Rugby needs to sell itself better
Gavin Rich writes
It went largely unreported but Supersport’s was possibly the best news to come out of South African rugby so far this year. The SABC were planning to ditch rugby coverage on the radio this year because of the financial challenges the organisation faces. They claimed they could not afford to pay the money for the rights, which are held by Supersport.
There is nothing more frustrating than when a big game is on when you’re driving and you can’t get radio coverage but it is the millions who don’t have access to DSTV or a laptop with which they can follow Supersport.com’s excellent online live coverage of a game, and who rely exclusively on radio in the absence of free to air television coverage, who I am more concerned about.
Many of those millions would make up rugby’s new market if they enjoyed more exposure to the sport, so it was troubling to hear that the SABC was pulling the plug on radio coverage.
So full marks to both Supersport, for agreeing to waive the rights, and to SA Rugby for recognising how important it was to broker a deal. That the national body recognises the need to have the game spread to as wide an audience as possible, and also recognises the challenges of keeping the sport in the public eye at a time when it no longer has the automatic draw it once had, is a plus in its favour.
I am not sure that all the provincial unions or franchises completely understand the adjustments they need to make to their thinking if they hope to retain a large and captive audience for rugby in the years to come.
A few decades ago rugby didn’t need to do much to sell itself. I can remember being incensed the year before I went into rugby writing at being too late to get a ticket for a big Currie Cup match between Natal and Northern Transvaal. It wasn’t even a final, yet it was sold out within a few hours of tickets going on sale.
A year later there was a similar sell-out for a game between Natal and Transvaal. I had several mates who drove down from Johannesburg for that match. I was in newspapers by then and the Natal Mercury gave it blanket coverage in the build-up. I remember feeling like I had written the whole newspaper.
The thing was though that there wasn’t the wide choice of rival sporting events that people have now, courtesy chiefly but not only because of the reach of satellite TV. I have a brother who has always been a big Sharks supporter but in recent years when he pops around for a braai he talks more about Manchester United.
Last October those of us who attended the Currie Cup final were confronted with a half empty Kings Park. Saturation rugby, saturation sports coverage full stop, and new sports capturing the imagination all play a role. This last Monday morning it was interesting to note the number of English daily newspapers that led their sports pages with reports on the big triathlon event in Cape Town.
The point is that rugby is not the automatic sell it once was and union’s have to be more awake to the need to engage the media across all spectrums if they want to attract the widest possible market.
There should be more of an effort made to build relationships with the media and when it comes to employing staff that work with the media, it needs to be made clear to those people that their job is not to act as media prevention officers. That may have worked in the days when rugby dominated media coverage automatically, but not in this age when media people can just say “Oh well, if they don’t want to talk to us stuff rugby then, we will just fill that space with something else”.
I’ve always maintained that there is no such thing as bad publicity, but perhaps that is wrong. No publicity is definitely bad publicity. If lifesaving is managing to make a concerted effort to get more media coverage, and succeeding, then so should rugby.
In the days of yore referred to earlier, I used to be able to phone the then Natal coach Ian McIntosh and chew the cud with him on a Sunday. We’d get the opportunity to speak to the players both on and off the record immediately after the game at the post-match cocktail party. So readers got an opinion that both informed by a journalist’s own view of the game as well as those of others. It helped sell the sport.
These days access is so limited and what the players are allowed to say is so controlled that the media product suffers, and so by implication does the sport. I’m not suggesting that a coach has to give up his entire Sunday to speak to the media, but there was a time until relatively recently where someone like Sharks coach John Plumtree would be open to being called by the senior writers in his region. I always knew I could call him at any time, and so did Mike Greenaway. It was the same when Gary Gold was coaching the Durban team and although I never did call him, Jake White offered the same access.
If I had a word of advice for unions like the Sharks it would be to place less emphasis on placing pillars of media control in place and more stress on building relationships that will facilitate a proper flow of information that will facilitate the media spread the sport needs. Phone calls at inopportune times might seem bothersome to coaches and officials but believe me it is not bothersome as the day that phone line goes dead and no-one bothers with you.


**Task**
Where does the string "Введіть" appear in the records? Copy every line that contains it.

━━━━━ Data supplied ━━━━━

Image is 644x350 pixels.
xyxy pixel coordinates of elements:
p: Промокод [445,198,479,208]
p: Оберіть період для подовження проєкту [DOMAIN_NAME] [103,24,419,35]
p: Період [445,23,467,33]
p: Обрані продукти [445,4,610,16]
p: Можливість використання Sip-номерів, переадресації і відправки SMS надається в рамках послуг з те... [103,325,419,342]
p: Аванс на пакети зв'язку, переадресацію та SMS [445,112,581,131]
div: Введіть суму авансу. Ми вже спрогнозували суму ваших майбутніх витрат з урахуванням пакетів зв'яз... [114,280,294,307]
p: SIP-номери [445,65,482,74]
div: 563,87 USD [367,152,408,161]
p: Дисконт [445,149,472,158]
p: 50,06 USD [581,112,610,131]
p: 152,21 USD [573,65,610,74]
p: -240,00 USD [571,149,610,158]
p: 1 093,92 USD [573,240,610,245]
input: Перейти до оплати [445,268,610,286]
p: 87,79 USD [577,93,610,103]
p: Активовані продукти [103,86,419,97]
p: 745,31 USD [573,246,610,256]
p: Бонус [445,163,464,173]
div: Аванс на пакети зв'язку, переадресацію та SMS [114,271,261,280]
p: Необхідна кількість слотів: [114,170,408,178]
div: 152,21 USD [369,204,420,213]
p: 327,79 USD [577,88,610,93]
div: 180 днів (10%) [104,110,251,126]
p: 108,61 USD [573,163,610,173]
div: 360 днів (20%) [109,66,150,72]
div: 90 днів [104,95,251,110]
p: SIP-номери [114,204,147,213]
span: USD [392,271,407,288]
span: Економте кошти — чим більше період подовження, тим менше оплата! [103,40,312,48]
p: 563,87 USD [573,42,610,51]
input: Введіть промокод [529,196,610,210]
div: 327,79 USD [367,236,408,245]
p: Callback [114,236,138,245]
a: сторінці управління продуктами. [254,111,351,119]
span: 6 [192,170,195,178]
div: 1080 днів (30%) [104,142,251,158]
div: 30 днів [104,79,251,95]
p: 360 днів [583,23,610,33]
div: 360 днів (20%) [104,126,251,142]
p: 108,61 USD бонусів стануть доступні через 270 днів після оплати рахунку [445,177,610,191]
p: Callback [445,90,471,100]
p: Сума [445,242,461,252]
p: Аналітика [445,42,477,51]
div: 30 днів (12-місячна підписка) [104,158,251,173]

━━━━━
━━━━━ Data supplied ━━━━━

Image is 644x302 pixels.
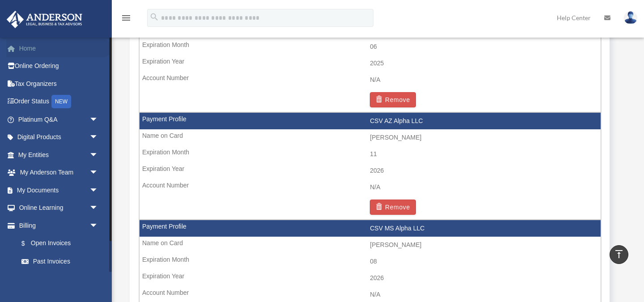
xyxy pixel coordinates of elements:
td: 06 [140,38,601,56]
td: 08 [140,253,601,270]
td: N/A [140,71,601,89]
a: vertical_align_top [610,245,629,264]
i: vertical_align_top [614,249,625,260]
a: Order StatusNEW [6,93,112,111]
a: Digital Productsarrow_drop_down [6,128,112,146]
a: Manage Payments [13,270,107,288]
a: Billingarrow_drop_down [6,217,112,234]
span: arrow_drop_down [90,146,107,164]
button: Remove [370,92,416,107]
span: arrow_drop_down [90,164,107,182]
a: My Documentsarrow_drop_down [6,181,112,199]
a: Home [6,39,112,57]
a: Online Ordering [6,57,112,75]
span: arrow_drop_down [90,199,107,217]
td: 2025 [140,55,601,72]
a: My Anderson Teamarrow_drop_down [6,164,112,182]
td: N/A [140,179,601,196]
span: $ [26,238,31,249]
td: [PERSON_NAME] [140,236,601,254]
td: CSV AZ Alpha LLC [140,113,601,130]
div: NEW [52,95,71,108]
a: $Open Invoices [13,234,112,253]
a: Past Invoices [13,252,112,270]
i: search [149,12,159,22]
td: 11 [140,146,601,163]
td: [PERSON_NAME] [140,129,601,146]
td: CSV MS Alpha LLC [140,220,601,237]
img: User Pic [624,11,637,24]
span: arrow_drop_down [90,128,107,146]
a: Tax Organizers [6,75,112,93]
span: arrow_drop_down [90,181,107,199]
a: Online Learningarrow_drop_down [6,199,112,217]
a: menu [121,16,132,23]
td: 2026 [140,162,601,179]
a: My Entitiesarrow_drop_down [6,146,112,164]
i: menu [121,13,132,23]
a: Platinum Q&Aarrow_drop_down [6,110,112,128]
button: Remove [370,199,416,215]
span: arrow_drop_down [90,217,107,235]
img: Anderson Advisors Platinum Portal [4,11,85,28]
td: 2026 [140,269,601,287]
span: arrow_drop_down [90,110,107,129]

━━━━━

**Response area**
div: Введіть суму авансу. Ми вже спрогнозували суму ваших майбутніх витрат з урахуванням пакетів зв'яз... [114,280,294,307]
input: Введіть промокод [529,196,610,210]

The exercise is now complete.